Disc Reviews

The Keeping Room DVD Review

The Keeping Room

A story about southern women on the home front during the American Civil War brings two films to mind: Gone With the Wind (1939) and Cold Mountain (2003). In the former, Scarlet O’Hara’s dogged determination to defend her home Tara from the advancing Yankees during the siege of Atlanta is still powerful. In Cold Mountain Nicole Kidman plays a North Carolina woman called Ada who struggles to survive through the war while her beau is off fighting for the Confederates for the entirety of the war. The Keeping Room has none of the epic scale of either of these films; there is no burning of Atlanta (although the distant glow on the horizon as Sherman’s army advances does hint at this) or battle scenes like in the latter film. But in a microcosm The Keeping Room shows a very human story with only a handful of characters.

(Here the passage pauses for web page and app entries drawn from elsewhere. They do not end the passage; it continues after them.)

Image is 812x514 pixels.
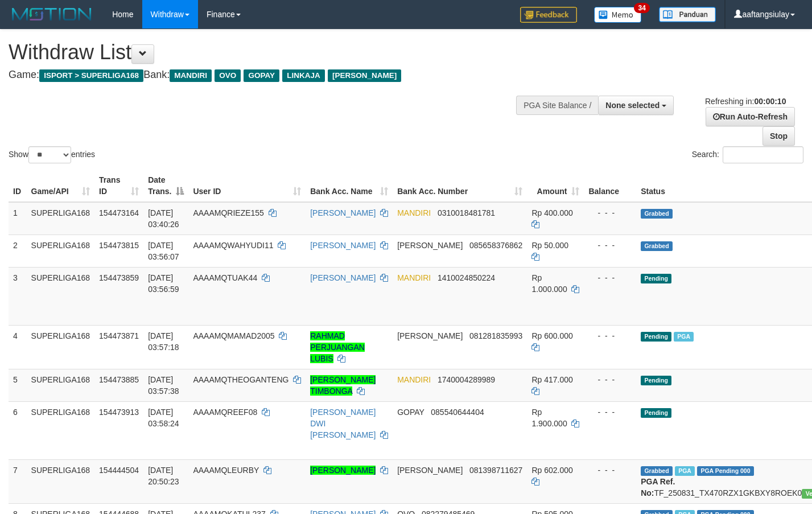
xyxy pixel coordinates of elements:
[193,208,264,217] span: AAAAMQRIEZE155
[532,208,572,217] span: Rp 400.000
[188,169,306,202] th: User ID: activate to sort column ascending
[594,7,642,23] img: Button%20Memo.svg
[8,234,27,267] td: 2
[532,331,572,340] span: Rp 600.000
[641,209,672,219] span: Grabbed
[8,460,27,503] td: 7
[148,273,179,294] span: [DATE] 03:56:59
[27,202,95,235] td: SUPERLIGA168
[99,273,139,282] span: 154473859
[8,41,530,64] h1: Withdraw List
[8,369,27,401] td: 5
[397,273,431,282] span: MANDIRI
[532,241,569,250] span: Rp 50.000
[469,331,523,340] span: Copy 081281835993 to clipboard
[193,465,259,475] span: AAAAMQLEURBY
[641,376,671,386] span: Pending
[393,169,527,202] th: Bank Acc. Number: activate to sort column ascending
[328,69,401,82] span: [PERSON_NAME]
[584,169,636,202] th: Balance
[95,169,143,202] th: Trans ID: activate to sort column ascending
[397,208,431,217] span: MANDIRI
[306,169,393,202] th: Bank Acc. Name: activate to sort column ascending
[27,325,95,369] td: SUPERLIGA168
[588,239,631,251] div: - - -
[520,7,577,23] img: Feedback.jpg
[193,375,288,384] span: AAAAMQTHEOGANTENG
[659,7,716,22] img: panduan.png
[148,208,179,229] span: [DATE] 03:40:26
[527,169,584,202] th: Amount: activate to sort column ascending
[148,408,179,428] span: [DATE] 03:58:24
[431,408,483,417] span: Copy 085540644404 to clipboard
[99,375,139,384] span: 154473885
[8,146,95,164] label: Show entries
[397,375,431,384] span: MANDIRI
[588,272,631,284] div: - - -
[588,465,631,476] div: - - -
[532,273,567,294] span: Rp 1.000.000
[310,408,376,439] a: [PERSON_NAME] DWI [PERSON_NAME]
[674,332,694,341] span: Marked by aafromsomean
[169,69,212,82] span: MANDIRI
[310,465,376,475] a: [PERSON_NAME]
[8,6,95,23] img: MOTION_logo.png
[8,202,27,235] td: 1
[8,267,27,325] td: 3
[722,146,804,164] input: Search:
[705,97,786,106] span: Refreshing in:
[148,241,179,262] span: [DATE] 03:56:07
[8,169,27,202] th: ID
[193,331,275,340] span: AAAAMQMAMAD2005
[243,69,279,82] span: GOPAY
[99,408,139,417] span: 154473913
[705,107,795,127] a: Run Auto-Refresh
[8,69,530,81] h4: Game: Bank:
[215,69,241,82] span: OVO
[310,331,365,364] a: RAHMAD PERJUANGAN LUBIS
[148,375,179,396] span: [DATE] 03:57:38
[193,273,257,282] span: AAAAMQTUAK44
[697,466,754,476] span: PGA Pending
[148,465,179,486] span: [DATE] 20:50:23
[397,241,463,250] span: [PERSON_NAME]
[397,408,424,417] span: GOPAY
[532,465,572,475] span: Rp 602.000
[588,374,631,386] div: - - -
[532,408,567,428] span: Rp 1.900.000
[99,208,139,217] span: 154473164
[532,375,572,384] span: Rp 417.000
[310,273,376,282] a: [PERSON_NAME]
[641,242,672,251] span: Grabbed
[8,325,27,369] td: 4
[641,274,671,284] span: Pending
[588,406,631,418] div: - - -
[469,465,523,475] span: Copy 081398711627 to clipboard
[588,207,631,219] div: - - -
[27,369,95,401] td: SUPERLIGA168
[99,465,139,475] span: 154444504
[282,69,325,82] span: LINKAJA
[641,332,671,341] span: Pending
[754,97,786,106] strong: 00:00:10
[641,466,672,476] span: Grabbed
[143,169,188,202] th: Date Trans.: activate to sort column descending
[437,273,495,282] span: Copy 1410024850224 to clipboard
[310,208,376,217] a: [PERSON_NAME]
[27,169,95,202] th: Game/API: activate to sort column ascending
[397,331,463,340] span: [PERSON_NAME]
[641,408,671,418] span: Pending
[99,331,139,340] span: 154473871
[27,267,95,325] td: SUPERLIGA168
[588,331,631,341] div: - - -
[39,69,143,82] span: ISPORT > SUPERLIGA168
[437,208,495,217] span: Copy 0310018481781 to clipboard
[27,401,95,460] td: SUPERLIGA168
[27,460,95,503] td: SUPERLIGA168
[193,408,257,417] span: AAAAMQREEF08
[675,466,694,476] span: Marked by aafounsreynich
[641,477,675,498] b: PGA Ref. No:
[469,241,523,250] span: Copy 085658376862 to clipboard
[99,241,139,250] span: 154473815
[763,127,795,146] a: Stop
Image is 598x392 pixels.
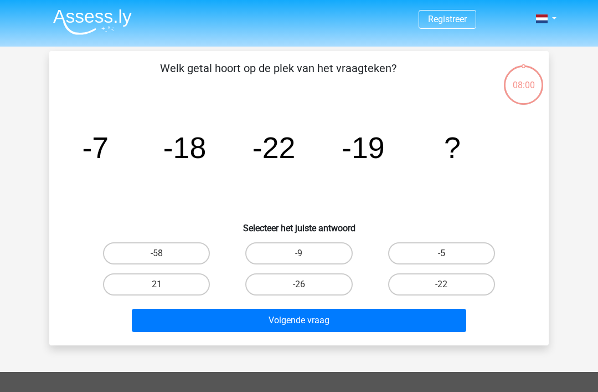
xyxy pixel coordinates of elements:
[82,131,109,164] tspan: -7
[53,9,132,35] img: Assessly
[253,131,296,164] tspan: -22
[67,214,531,233] h6: Selecteer het juiste antwoord
[428,14,467,24] a: Registreer
[103,242,210,264] label: -58
[132,309,467,332] button: Volgende vraag
[163,131,207,164] tspan: -18
[103,273,210,295] label: 21
[388,242,495,264] label: -5
[444,131,461,164] tspan: ?
[342,131,385,164] tspan: -19
[388,273,495,295] label: -22
[503,64,545,92] div: 08:00
[245,273,352,295] label: -26
[245,242,352,264] label: -9
[67,60,490,93] p: Welk getal hoort op de plek van het vraagteken?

Set in 1865, the establishing shots of the film are effective. We see a black woman walking down a dirt road whistling. She comes across a dog growling at her. She growls back, mocking the dog. The woman then notices a stagecoach with a black man in fear sitting on top. Suddenly there is movement and a woman runs, her torn clothes and under garments suggest that she has been raped.She screams and then is shot in the back. Within seconds the two perpetrators appear. They are both Union “boomers”, that is they are advance foragers who are seeking out what is ahead that they can take for themselves. Cut to a burning stagecoach and the man slumped dead on top and the black woman having also been shot dead (in simple terms bear in mind that the Union were supposedly fighting the war to end slavery from the rebellious South). The film then turns to the main protagonists of the film, three women struggling to survive and continue to toil the land. They are two sisters, the elder stronger blonde haired Augusta (Brit Marling) and the younger fragile Louise (Hailee Steinfeld). There is also a black maid, Mad (Muna Otaru) who is loyal to the sisters despite an often fractious relationship. There are no men folk around. Augusta goes off for supplies and stops at a house in which she knows the occupants. The house appears deserted when she finds her friend dead in an armchair with flies all around her now stinking corpse. Augusta then goes to a saloon where there is a brothel and get some supplies (she tells one of the women there that she is a virgin). That’s when the two individuals we met at the films open arrive and lust for the women (the senior of the two men, Moses is played by Sam Worthington). Augusta escapes out of a back window and the other woman punches out one of the men. We later see that the few people in the saloon are killed. Augusta makes it back home where Louise has injured herself. That night the two “boomers” lay siege to the house and their three women try to defend themselves.

The film has a level of realism that is moody and actually quite depressing. It gives a very clear picture of the horror of war. We don’t see any battles and only at the end when we see the advancing Union troops of Sherman’s army do we get any other indication of war beyond its lawlessness. Earlier Moses had warned the women that when the soldiers arrive “Uncle Billy [the Union Army]’s coming, burning down everything in his path. Rest assured, it will be cruel.” All we have seen up to this point is the de-humanization of a couple of individuals and the fear and the presence of death in others. Again, Gone With the Wind comes to mind. Scarlet comes home to find her dead father and her beloved house ransacked and in ruin. She stumbles across a drunk Union soldier and shoots him in the face. This scene was deliberately quite shocking for the time and was hugely effective showing how the stubborn determination helped Scarlet to survive the war and overcome. Sometimes the dialogue is a little too softly spoken but the sound of the gunshots are incredibly loud and will lead the viewer to jolt if they had turned the sound up (as I did). Also, like the scene with Scarlet in GWtW the film is deliberately violent and demonstrates well the de-humanization of war; there is one scene where Augusta and Moses confront each other and there is a sense that the director is trying to create chemistry between the two. Given the context of what we have seen up to this point this seems a little crass and unlikely. Never the less The Keeping Room is a good film that sadly saw an all too limited release. This is director Daniel Barber’s second film. His first, Harry Brown (2009) starred Michael Caine in one of his grittiest films for a few years as an ageing ex-serviceman living in a South London council block where he and his elderly friend are facing siege from drug gangs. The parallels are quite strong given the differences in times and location.

A notable extra on the disc is a 10 minute Making of documentary following some of the films shooting.